Valuation of the Week #9: Pricing a Pharmaceutical Company (in trouble)

Unless you have been living under a rock, you are aware that Valeant Pharmaceuticals is in trouble. The company which is incorporated in Canada but has much of its revenues in the United States had been a high flyer in this business for the last few years, as it pushed a different way of doing business, centered around less R&D and more acqusitions to generate growth, with many of the acquisitions of companies that Valeant perceived as having "under priced" drugs. Along the way, the company accumulated admirers including activist investors like Bill Ackman who liked its hard nosed strategy to the business but also doubters who felt that its accounting for acquisitions made it ripe for earnings manipulation. In the last few months, the wheels have literally come off the bus as the company has been exposed to a series of revelations that seem to suggest that its image for efficiency may be as much the result of questionable relationships with holding companies. The stock price has dropped by more than 50% in the last few weeks:

Valeantstockprice

The drop in the stock price has attracted the attention of knee jerk contrarians, who believe that any stock that has dropped this much must be cheap. That, of course, is a dangerous strategy.

There are two ways to gauge whether Valeant is now a cheap stock. One is to try to do an intrinsic valuation of Valeant. I was tempted but valuing this company now, with the numbers on the verge of being restated and more revelations on the way, will be like nailing jello to a wall. The other is to do a pricing, which will tie to what we are going to do in class starting soon. I began with a very simplistic comparison of the pricing of Valeant to the pricing of other pharmaceutical/biotechnology companies in North America:

All drug firms (660) Drug firms with mkt cap > $ 1 billion 98)
Multiple Valeant Average Aggregate Average Aggregate
PE 56.97 74.89 36.31 46.66 29.88
PBV 6.34 25.65 5.66 15.03 5.64
EV/EBITDAR 9.37 85.07 10.87 26.71 11.49
EV/EBITDA 9.93 38.76 15.26 17.11 16.84
EV/EBIT 17.46 58.49 19.71 24.85 22.33
EV/Sales 4.94 NA 5.73 NA 5.83

The first comparison is to all 660 publicly traded drug (pharmaceuticals and biotechnology) in North America that have a market price and the second is only to the 98 drug companies that have market capitalizations that exceed a billion. The first column in each is a simple average, close to useless largely because you have a few outliers with outlaandishly high values. The second is a more useful measure that is derived by adding up the market capitalizations (enterprise values) of all of the firms in the group and dividing by the aggregate value of the metric (net income, EBITDA, EBIT, Sales) of all of the firms in the group.

It is see why analysts and sales people love multiples. If I wanted to make the argument that Valeant is cheap, I would use EV/EBITDAR and EV/Sales as my multiples of choice and note how much lower Valeant is trading at, relative to the sector. If I wanted to convince you that Valeant is still expensive, I would latch on to PE ratios. It is worth noting that one reason Valeant looks attractive on an EBITDAR basis is because it does not do R&D and instead acquires other companies to grow. In this final table, I contrast Valeant's operating statistics with those for the sector.

  Valeant All drug Large cap drug
R&D/Sales 2.98% 16.09% 15.19%
Revenue Growth (Last 5 years) 61.50% 16.75% 23.10%
Expected EPS Growth (Next 5 years) 22.80% 18.36% 14.42%
Operating Margin 28.32% 26.09% 29.08%
(EBIT Adjusted for R&D)/Sales 30.32% 30.48% 33.00%
ROE 11.13% 15.55% 18.97%
Dividend Payout 0.00% 23.36% 19.86%
(Dividends + Buyback)/ Net Income 8.26% 49.13% 41.73%
Effective tax rate 9.84% 38.89% 29.75%

The company has been able to register high revenue growth, through acquisitons, and its operating margin looks comparable to large cap drug companies, before you adjust for R&D, but lags after. Note that all of the earnings figures are also prior to special charges related to acquisitions that eat into earnings every year. In effect, the claims that the company has a found a better way to do business did not seem backed up by the numbers even before the scandal in the last few weeks, making it a curiosity that investors with as much sophistication as Bill Ackman found it to be alluring.

Bottom line

Valeant has dropped in stock price, but only to the levels of other drug companies. It may become cheap if it keeps dropping, but if you are a trader or a pricer, it does not look like a screaming bargain.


§ **Task directions**
Return the lines of the data below exactly. Start at the first and end with the line containing "Task: Click on the span: Manage Boards".

§ **Source material**

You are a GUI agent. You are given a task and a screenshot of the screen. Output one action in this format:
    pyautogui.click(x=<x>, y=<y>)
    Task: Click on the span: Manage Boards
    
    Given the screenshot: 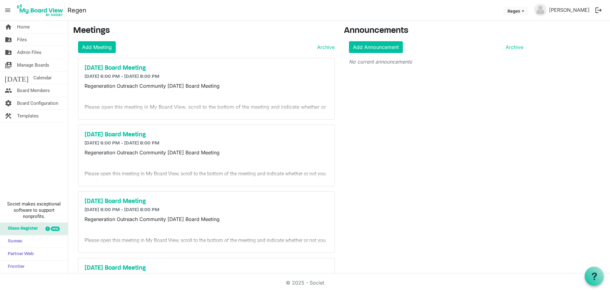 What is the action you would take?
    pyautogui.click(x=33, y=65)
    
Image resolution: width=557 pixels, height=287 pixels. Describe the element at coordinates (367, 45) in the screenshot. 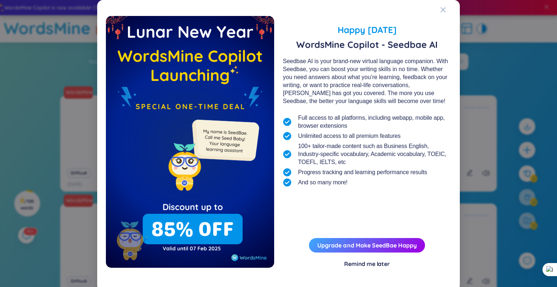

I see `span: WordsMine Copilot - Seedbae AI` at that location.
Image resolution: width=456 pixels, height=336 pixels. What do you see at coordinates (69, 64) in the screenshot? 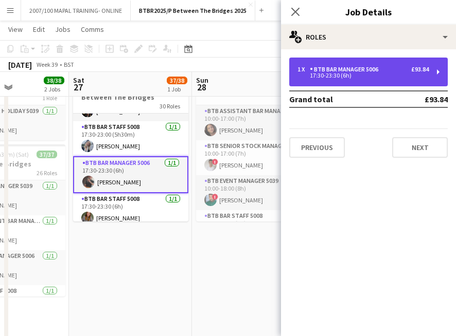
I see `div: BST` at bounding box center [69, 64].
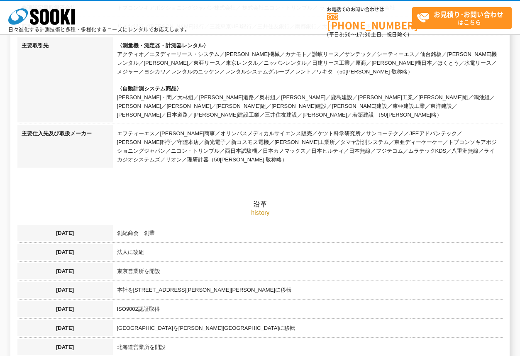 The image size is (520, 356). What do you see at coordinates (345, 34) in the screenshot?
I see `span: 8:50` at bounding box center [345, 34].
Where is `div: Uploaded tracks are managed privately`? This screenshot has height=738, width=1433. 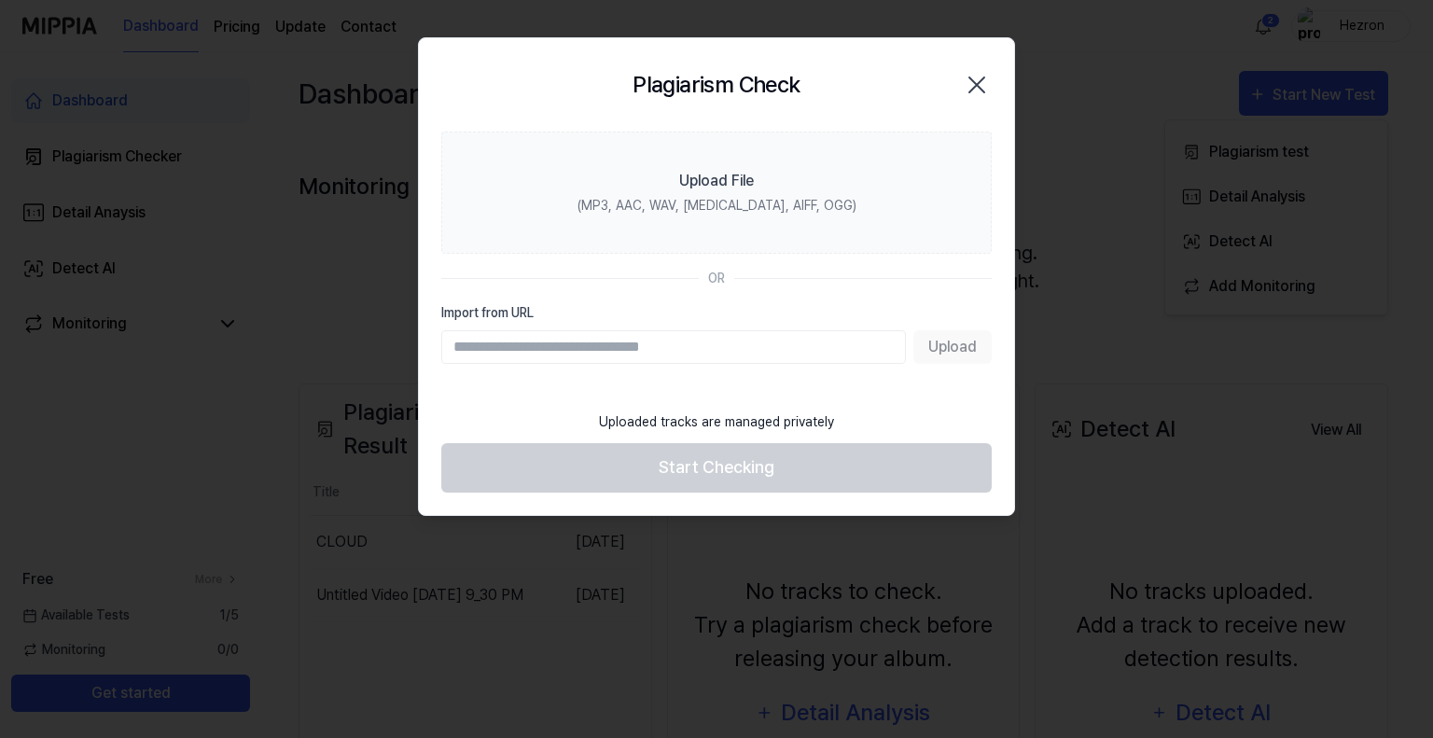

§ **Written answer**
You are a GUI agent. You are given a task and a screenshot of the screen. Output one action in this format:
    pyautogui.click(x=<x>, y=<y>)
    Task: Click on the span: Manage Boards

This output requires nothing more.